The route, labels, selectors, and values are just placeholders. The actual ones come from the path we followed. Playwright takes care of the interaction and waiting, while the scenario explains the comparison we're focusing on.

## Choosing useful test questions

A simple branch count is not a test plan. We're looking for cases where the migration could change a result someone depends on.

For every path we can reach, we ask how a platform difference might change things. Could it pick a different record? Could it affect a decision or a change in state? Could padding or conversion alter a value shown later on? These questions help us pick data with a reason behind it.

Negative testing needs just as much care. "Invalid" can mean a lot of things, like missing data, wrong format, out of range, not matching other data, or just not fitting the process at the right time. AI can help sort these kinds of issues, but someone has to decide which of those differences really matter and add useful information.

When we trace, we note down testability limits. Can we make the data we need? Can we check the result through the interface? Does the path rely on shared state or timing? Do two branches end up with the same visible result? These questions might lead us to change the setup, make a more focused check, or make other assertions.

The goal is to have a set of scenarios where each one clearly shows what it's comparing and why that comparison is important for the replatform.

## What the tests leave behind

The suite's main job right now is to make sure the migration goes smoothly.
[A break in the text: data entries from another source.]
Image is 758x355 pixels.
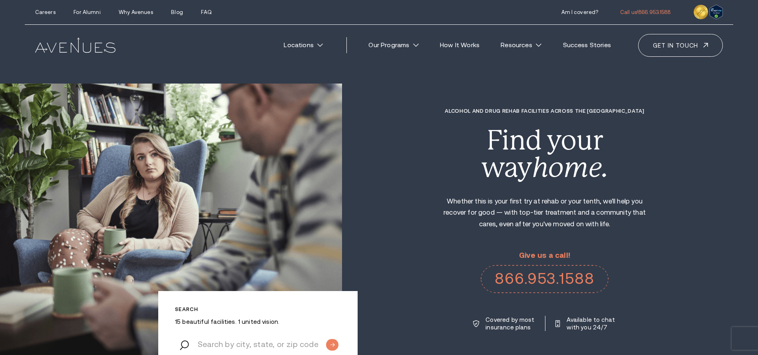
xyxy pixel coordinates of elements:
[361,36,427,54] a: Our Programs
[710,7,723,15] a: Verify LegitScript Approval for www.avenuesrecovery.com
[620,9,671,15] a: Call us!866.953.1588
[638,9,671,15] span: 866.953.1588
[171,9,183,15] a: Blog
[473,316,535,331] a: Covered by most insurance plans
[481,265,609,293] a: 866.953.1588
[276,36,331,54] a: Locations
[436,196,654,230] p: Whether this is your first try at rehab or your tenth, we'll help you recover for good — with top...
[555,36,619,54] a: Success Stories
[35,9,56,15] a: Careers
[710,5,723,19] img: Verify Approval for www.avenuesrecovery.com
[556,316,616,331] a: Available to chat with you 24/7
[326,339,339,351] input: Submit
[436,127,654,181] div: Find your way
[119,9,153,15] a: Why Avenues
[481,251,609,260] p: Give us a call!
[486,316,535,331] p: Covered by most insurance plans
[493,36,550,54] a: Resources
[532,152,608,183] i: home.
[638,34,723,57] a: Get in touch
[74,9,100,15] a: For Alumni
[436,108,654,114] h1: Alcohol and Drug Rehab Facilities across the [GEOGRAPHIC_DATA]
[201,9,211,15] a: FAQ
[567,316,616,331] p: Available to chat with you 24/7
[175,318,341,325] p: 15 beautiful facilities. 1 united vision.
[175,306,341,312] p: Search
[432,36,488,54] a: How It Works
[562,9,599,15] a: Am I covered?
Each scenario shows us how the system behaves on both platforms.

It also leaves behind an executable description of the application. The scenario records its setup, action and outcome. The research behind it — execution maps, evidence logs, unresolved questions — records the programs, data and decisions that connect them. Those artefacts sit alongside the test code so that the next person to touch a journey can see not just *what* we tested but *why*, and what we ruled out.

Over time, this accumulates into something more valuable than either the tests or the documentation alone. A future change starts with a known journey, a traced path through the source, and a record of which platform assumptions were confirmed. That's a different starting point from another blank search box.

AI helps us cover more ground and keep our findings organised. The archaeology never stops, but each pass leaves a better map than we started with.